Point 1: We have done very well with “continuing economic disorganization.” That’s why there are so many angry voters and why authoritarian candidates are so popular. And despite the rhetorical reliance on “the 1%,” we have not done at all well in seeing our dilemma in class-based terms. Class is important in this scenario because the group, gender, and racial/ethic conflicts can all be manipulated as distractions. Class, by this analysis, can not be a distraction and I can’t think of a substitute.
It is easy to remember the Democratic party as “the party of American liberalism,” and that is true as far as it goes. It is not so easy to remember that “the party of American liberalism” was held in power by the solid South. That Democratic party was the party of “I have a dream,” as Martin Luther King Jr. put it and also of “Segregation now, segregation tomorrow, segregation forever,” as Gov. George Wallace of Alabama put it. Both in 1963, by the way.
to make them” in mind and search until they find a restaurant that offers that dish. They choose a “kind of restaurant:” vegetarian or Thai or, in Portland, Ethiopian and they go in and sit down and whatever happens is what happens.
The voters have organized themselves into two cohesive voting blocks. Now they are requiring that the parties become ideologically cohesive parties. And, partly in response to that, the parties are repelling each other [5] and becoming more and more different. The politicians who succeed within these highly polarized parties are the ones who best represent the polarized electorate. What Lind means by his headline is that Donald Trump and Hillary Clinton best represent their respective parties. (I especially like this picture because of the alternation of foreground and background.)
moderate. The Democrats were “in favor of” civil rights in the south, for instance, and they “urged the southern states” to be more fair and moderate. They did not pass binding civil rights legislation and put money into implementing it. Not in those days. It would have…you know…split the party.

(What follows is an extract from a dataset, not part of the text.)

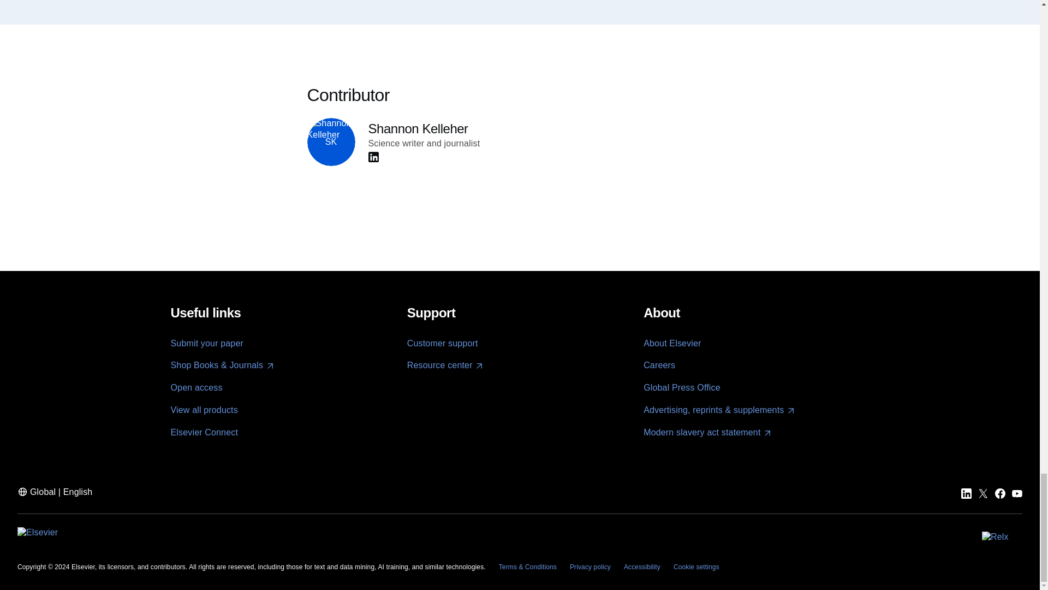 The width and height of the screenshot is (1048, 590). I want to click on Open access, so click(196, 387).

everything I want to say about the movie. This picture gives you a feeling for what Doris’s house looks like. The audience sees it. Her brother Todd, who wants to sell the house, sees it. The therapist whom the brother engages to help Doris through the process of de-cluttering, sees it. But Doris doesn’t see it.

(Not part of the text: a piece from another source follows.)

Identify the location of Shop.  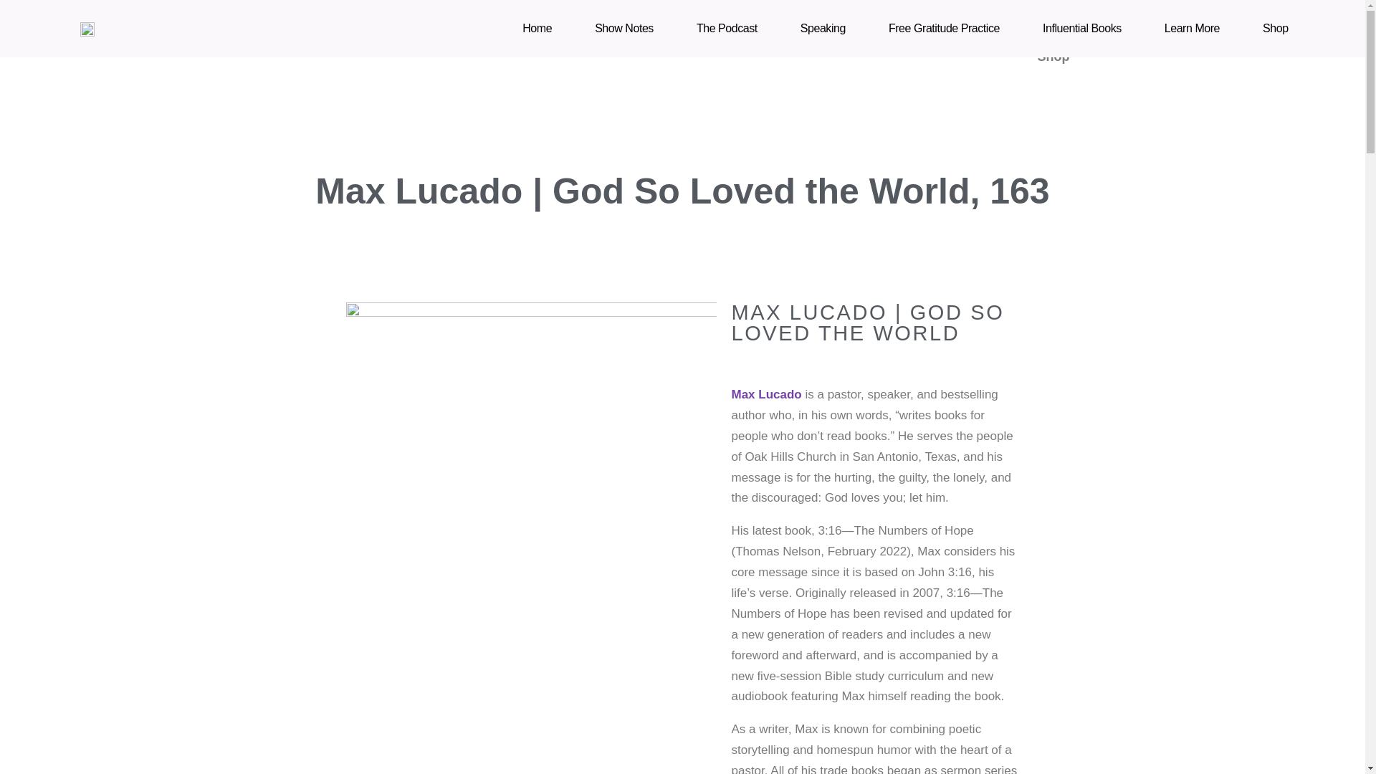
(1276, 29).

I will need to say just a little about how she goes about pursuing him, but it’s really the house I care about. Doris establishes a Facebook account so that Fremont will “friend her.” Facebook is a whole new thing to Doris. She has no idea how it can be honestly used, let along how it can be dishonestly used, which is what her 13 year old friend Vivian has in mind. Vivian invents a new persona for her and chooses a picture that looks nothing like Doris to dress the page up. It’s a really dumb thing to do and it turns out badly, but—and you hardly notice this on the way by—it is doing something.

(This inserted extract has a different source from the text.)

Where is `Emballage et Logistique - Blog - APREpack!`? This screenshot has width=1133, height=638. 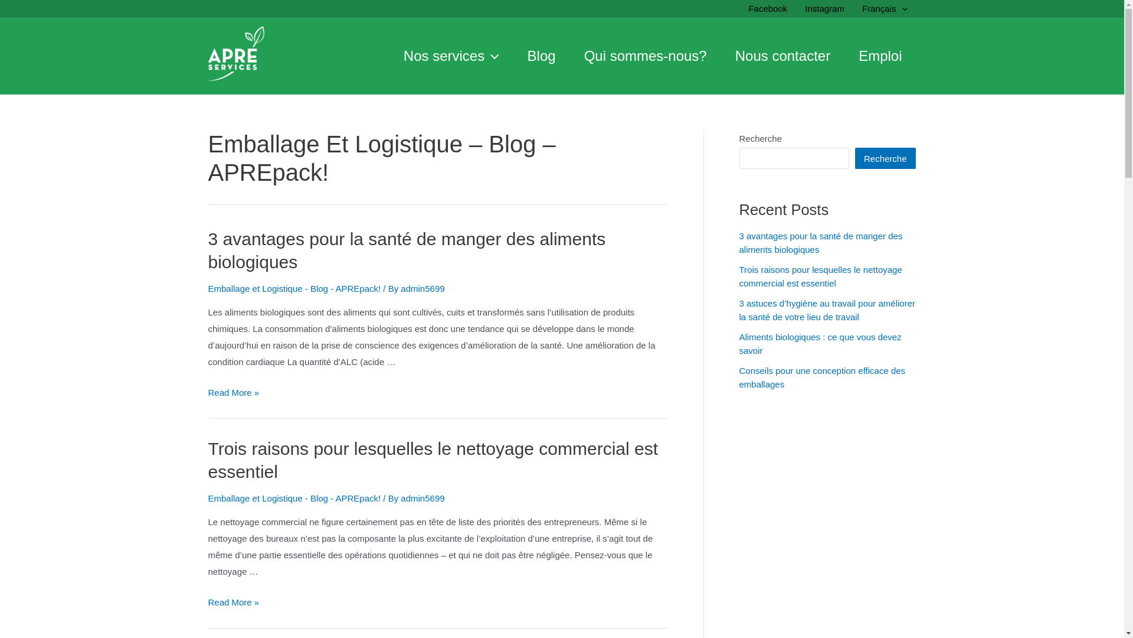 Emballage et Logistique - Blog - APREpack! is located at coordinates (294, 288).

It turns out the Fremont has a girlfriend, and, as silly as it seems, Doris is shocked by it all. Fremont is two-timing her! He is being unfaithful to a romance he doesn’t even know he is having. So Doris sneaks around the city, following them. When they catch her at it—she really isn’t very good—they invite her to join them and they go to a club where the girlfriend is the singer. This is a place Doris would never have thought of going.